Challenging the Use of Test Scores to Assess Teachers and Teacher Educators

Clare and I (Clive) have often argued against the use of “value-added measures” (VAMs) to assess teachers and teacher educators, measures that rely exclusively on standardized test scores. Others (e.g., David Berliner, Diane Ravitch) have taken a similar stand.

In the May 2016 issue of the Educational Researcher, opposition to VAMs receives dramatic support from Steven Klees of the University of Maryland. In a letter to ER, Klees welcomes a recent AERA Statement about how difficult it is to assess teachers using VAMs. However, he goes on to say that it’s not only difficult, it’s impossible! He notes that “dozens, perhaps hundreds, of variables” influence test scores, and hence misattributing cause is not only a “significant risk,” it is “rampant and inherent” in the use of VAMs. He concludes:

“The bottom line is that regardless of technical sophistication, the use of VAM is never ‘accurate, reliable, and valid’ and will never yield ‘rigorously supported inferences’” (p. 267).

In my view, even if we give some weight to test scores, it is imperative to supplement them with other considerations: e.g., the judgment of teachers and their colleagues about good teaching, opinions of students about their teachers’ effectiveness, theories about effective pedagogy. Effective teaching is so complex there can be no quick fix in assessing it.

It will be interesting to see how the education research and policy communities respond to Klees’s extraordinary claim, given that VAMs are the latest great hope for the reform of teaching and teacher education.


Task item: Whether an entry is long or short, retype it exactly.
+++
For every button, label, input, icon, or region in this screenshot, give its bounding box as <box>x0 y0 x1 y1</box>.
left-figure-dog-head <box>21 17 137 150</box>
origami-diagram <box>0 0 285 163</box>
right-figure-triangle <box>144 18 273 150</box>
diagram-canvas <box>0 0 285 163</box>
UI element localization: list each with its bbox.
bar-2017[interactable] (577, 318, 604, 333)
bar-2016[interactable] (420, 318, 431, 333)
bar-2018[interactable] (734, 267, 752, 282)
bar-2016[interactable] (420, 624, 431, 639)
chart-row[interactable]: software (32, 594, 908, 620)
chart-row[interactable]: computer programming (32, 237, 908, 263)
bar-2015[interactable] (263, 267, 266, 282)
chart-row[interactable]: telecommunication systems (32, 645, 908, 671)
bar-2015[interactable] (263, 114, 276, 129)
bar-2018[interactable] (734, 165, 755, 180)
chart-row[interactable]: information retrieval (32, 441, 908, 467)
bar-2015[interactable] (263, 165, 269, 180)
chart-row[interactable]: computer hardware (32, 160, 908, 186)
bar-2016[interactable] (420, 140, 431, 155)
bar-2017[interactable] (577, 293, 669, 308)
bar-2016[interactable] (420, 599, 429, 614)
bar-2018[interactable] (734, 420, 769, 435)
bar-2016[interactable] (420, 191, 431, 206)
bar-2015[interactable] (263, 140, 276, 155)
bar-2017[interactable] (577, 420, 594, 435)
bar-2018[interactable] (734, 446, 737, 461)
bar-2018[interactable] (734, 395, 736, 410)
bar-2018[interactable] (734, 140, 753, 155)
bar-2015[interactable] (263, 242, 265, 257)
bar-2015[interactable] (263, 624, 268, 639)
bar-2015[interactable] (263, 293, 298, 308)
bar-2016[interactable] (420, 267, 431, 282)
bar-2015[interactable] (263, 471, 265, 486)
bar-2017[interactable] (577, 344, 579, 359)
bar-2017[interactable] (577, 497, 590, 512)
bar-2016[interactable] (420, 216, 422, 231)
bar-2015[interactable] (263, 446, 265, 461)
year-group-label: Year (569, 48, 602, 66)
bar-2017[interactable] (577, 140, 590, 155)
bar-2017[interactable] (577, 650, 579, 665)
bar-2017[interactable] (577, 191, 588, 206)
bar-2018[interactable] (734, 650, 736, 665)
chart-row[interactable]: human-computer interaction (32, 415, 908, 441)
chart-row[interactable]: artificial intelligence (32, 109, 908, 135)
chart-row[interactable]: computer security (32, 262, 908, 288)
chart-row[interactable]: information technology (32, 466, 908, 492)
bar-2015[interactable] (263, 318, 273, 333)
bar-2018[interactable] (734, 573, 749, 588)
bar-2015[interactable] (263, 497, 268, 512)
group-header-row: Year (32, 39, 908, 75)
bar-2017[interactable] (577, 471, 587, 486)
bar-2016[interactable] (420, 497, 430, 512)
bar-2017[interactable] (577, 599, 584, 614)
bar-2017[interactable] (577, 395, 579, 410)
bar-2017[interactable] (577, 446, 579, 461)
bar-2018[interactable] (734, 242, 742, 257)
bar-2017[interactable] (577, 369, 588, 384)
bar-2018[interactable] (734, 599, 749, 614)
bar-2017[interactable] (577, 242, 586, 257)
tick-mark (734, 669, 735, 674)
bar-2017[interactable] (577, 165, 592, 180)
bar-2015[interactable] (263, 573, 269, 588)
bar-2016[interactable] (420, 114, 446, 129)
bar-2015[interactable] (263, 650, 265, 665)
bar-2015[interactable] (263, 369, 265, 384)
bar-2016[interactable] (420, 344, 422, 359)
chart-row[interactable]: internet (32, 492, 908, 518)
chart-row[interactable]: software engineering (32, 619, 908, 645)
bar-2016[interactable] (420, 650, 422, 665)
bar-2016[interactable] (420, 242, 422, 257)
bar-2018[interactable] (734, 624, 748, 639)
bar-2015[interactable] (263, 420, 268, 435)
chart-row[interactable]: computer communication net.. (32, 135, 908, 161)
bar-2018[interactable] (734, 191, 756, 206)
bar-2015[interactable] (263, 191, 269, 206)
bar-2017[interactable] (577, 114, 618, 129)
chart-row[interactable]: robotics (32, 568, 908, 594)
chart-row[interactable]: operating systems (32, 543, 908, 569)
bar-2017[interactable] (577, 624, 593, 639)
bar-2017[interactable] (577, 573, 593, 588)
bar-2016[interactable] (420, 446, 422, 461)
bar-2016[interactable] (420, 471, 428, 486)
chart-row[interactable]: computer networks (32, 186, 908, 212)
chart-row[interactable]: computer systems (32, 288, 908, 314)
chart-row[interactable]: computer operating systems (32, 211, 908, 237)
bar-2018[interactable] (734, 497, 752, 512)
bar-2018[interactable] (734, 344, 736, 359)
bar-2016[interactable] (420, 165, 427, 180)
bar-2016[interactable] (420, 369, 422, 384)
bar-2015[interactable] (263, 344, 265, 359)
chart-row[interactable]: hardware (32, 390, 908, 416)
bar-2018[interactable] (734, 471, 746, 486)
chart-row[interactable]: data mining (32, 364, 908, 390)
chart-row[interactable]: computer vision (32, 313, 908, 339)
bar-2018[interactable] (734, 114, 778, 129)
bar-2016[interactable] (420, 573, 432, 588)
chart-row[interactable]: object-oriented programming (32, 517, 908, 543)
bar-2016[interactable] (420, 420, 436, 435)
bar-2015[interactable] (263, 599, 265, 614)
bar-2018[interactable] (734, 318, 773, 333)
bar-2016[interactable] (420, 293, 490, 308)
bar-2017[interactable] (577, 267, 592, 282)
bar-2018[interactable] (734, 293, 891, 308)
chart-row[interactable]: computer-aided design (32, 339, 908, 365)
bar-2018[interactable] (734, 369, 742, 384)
+++
Expected output:
For every button, label, input, icon, or region in this screenshot, give its bounding box as <box>x0 y0 x1 y1</box>.
left-figure-dog-head <box>21 17 137 150</box>
origami-diagram <box>0 0 285 163</box>
right-figure-triangle <box>144 18 273 150</box>
diagram-canvas <box>0 0 285 163</box>
UI element localization: list each with its bbox.
bar-2017[interactable] (577, 318, 604, 333)
bar-2016[interactable] (420, 318, 431, 333)
bar-2018[interactable] (734, 267, 752, 282)
bar-2016[interactable] (420, 624, 431, 639)
chart-row[interactable]: software (32, 594, 908, 620)
chart-row[interactable]: computer programming (32, 237, 908, 263)
bar-2015[interactable] (263, 267, 266, 282)
chart-row[interactable]: telecommunication systems (32, 645, 908, 671)
bar-2015[interactable] (263, 114, 276, 129)
bar-2018[interactable] (734, 165, 755, 180)
chart-row[interactable]: information retrieval (32, 441, 908, 467)
bar-2015[interactable] (263, 165, 269, 180)
chart-row[interactable]: computer hardware (32, 160, 908, 186)
bar-2016[interactable] (420, 140, 431, 155)
bar-2017[interactable] (577, 293, 669, 308)
bar-2016[interactable] (420, 599, 429, 614)
bar-2018[interactable] (734, 420, 769, 435)
bar-2016[interactable] (420, 191, 431, 206)
bar-2015[interactable] (263, 140, 276, 155)
bar-2017[interactable] (577, 420, 594, 435)
bar-2018[interactable] (734, 446, 737, 461)
bar-2018[interactable] (734, 395, 736, 410)
bar-2018[interactable] (734, 140, 753, 155)
bar-2015[interactable] (263, 242, 265, 257)
bar-2015[interactable] (263, 624, 268, 639)
bar-2015[interactable] (263, 293, 298, 308)
bar-2016[interactable] (420, 267, 431, 282)
bar-2015[interactable] (263, 471, 265, 486)
bar-2017[interactable] (577, 344, 579, 359)
bar-2017[interactable] (577, 497, 590, 512)
bar-2016[interactable] (420, 216, 422, 231)
bar-2015[interactable] (263, 446, 265, 461)
year-group-label: Year (569, 48, 602, 66)
bar-2017[interactable] (577, 140, 590, 155)
bar-2017[interactable] (577, 650, 579, 665)
bar-2017[interactable] (577, 191, 588, 206)
bar-2018[interactable] (734, 650, 736, 665)
chart-row[interactable]: human-computer interaction (32, 415, 908, 441)
chart-row[interactable]: artificial intelligence (32, 109, 908, 135)
chart-row[interactable]: computer security (32, 262, 908, 288)
chart-row[interactable]: information technology (32, 466, 908, 492)
bar-2015[interactable] (263, 318, 273, 333)
bar-2018[interactable] (734, 573, 749, 588)
bar-2015[interactable] (263, 497, 268, 512)
group-header-row: Year (32, 39, 908, 75)
bar-2017[interactable] (577, 471, 587, 486)
bar-2016[interactable] (420, 497, 430, 512)
bar-2017[interactable] (577, 599, 584, 614)
bar-2017[interactable] (577, 395, 579, 410)
bar-2017[interactable] (577, 446, 579, 461)
bar-2018[interactable] (734, 242, 742, 257)
bar-2017[interactable] (577, 369, 588, 384)
bar-2018[interactable] (734, 599, 749, 614)
bar-2017[interactable] (577, 242, 586, 257)
tick-mark (734, 669, 735, 674)
bar-2017[interactable] (577, 165, 592, 180)
bar-2015[interactable] (263, 573, 269, 588)
bar-2016[interactable] (420, 114, 446, 129)
bar-2015[interactable] (263, 650, 265, 665)
bar-2015[interactable] (263, 369, 265, 384)
bar-2016[interactable] (420, 344, 422, 359)
chart-row[interactable]: internet (32, 492, 908, 518)
chart-row[interactable]: software engineering (32, 619, 908, 645)
bar-2016[interactable] (420, 650, 422, 665)
bar-2016[interactable] (420, 242, 422, 257)
bar-2018[interactable] (734, 624, 748, 639)
bar-2015[interactable] (263, 420, 268, 435)
chart-row[interactable]: computer communication net.. (32, 135, 908, 161)
bar-2018[interactable] (734, 191, 756, 206)
bar-2015[interactable] (263, 191, 269, 206)
bar-2017[interactable] (577, 114, 618, 129)
chart-row[interactable]: robotics (32, 568, 908, 594)
chart-row[interactable]: operating systems (32, 543, 908, 569)
bar-2017[interactable] (577, 624, 593, 639)
bar-2017[interactable] (577, 573, 593, 588)
bar-2016[interactable] (420, 446, 422, 461)
bar-2016[interactable] (420, 471, 428, 486)
chart-row[interactable]: computer networks (32, 186, 908, 212)
chart-row[interactable]: computer systems (32, 288, 908, 314)
chart-row[interactable]: computer operating systems (32, 211, 908, 237)
bar-2018[interactable] (734, 497, 752, 512)
bar-2018[interactable] (734, 344, 736, 359)
bar-2016[interactable] (420, 165, 427, 180)
bar-2016[interactable] (420, 369, 422, 384)
bar-2015[interactable] (263, 344, 265, 359)
chart-row[interactable]: hardware (32, 390, 908, 416)
bar-2018[interactable] (734, 471, 746, 486)
chart-row[interactable]: data mining (32, 364, 908, 390)
chart-row[interactable]: computer vision (32, 313, 908, 339)
bar-2018[interactable] (734, 114, 778, 129)
bar-2016[interactable] (420, 573, 432, 588)
chart-row[interactable]: object-oriented programming (32, 517, 908, 543)
bar-2016[interactable] (420, 420, 436, 435)
bar-2015[interactable] (263, 599, 265, 614)
bar-2018[interactable] (734, 318, 773, 333)
bar-2016[interactable] (420, 293, 490, 308)
bar-2017[interactable] (577, 267, 592, 282)
bar-2018[interactable] (734, 293, 891, 308)
chart-row[interactable]: computer-aided design (32, 339, 908, 365)
bar-2018[interactable] (734, 369, 742, 384)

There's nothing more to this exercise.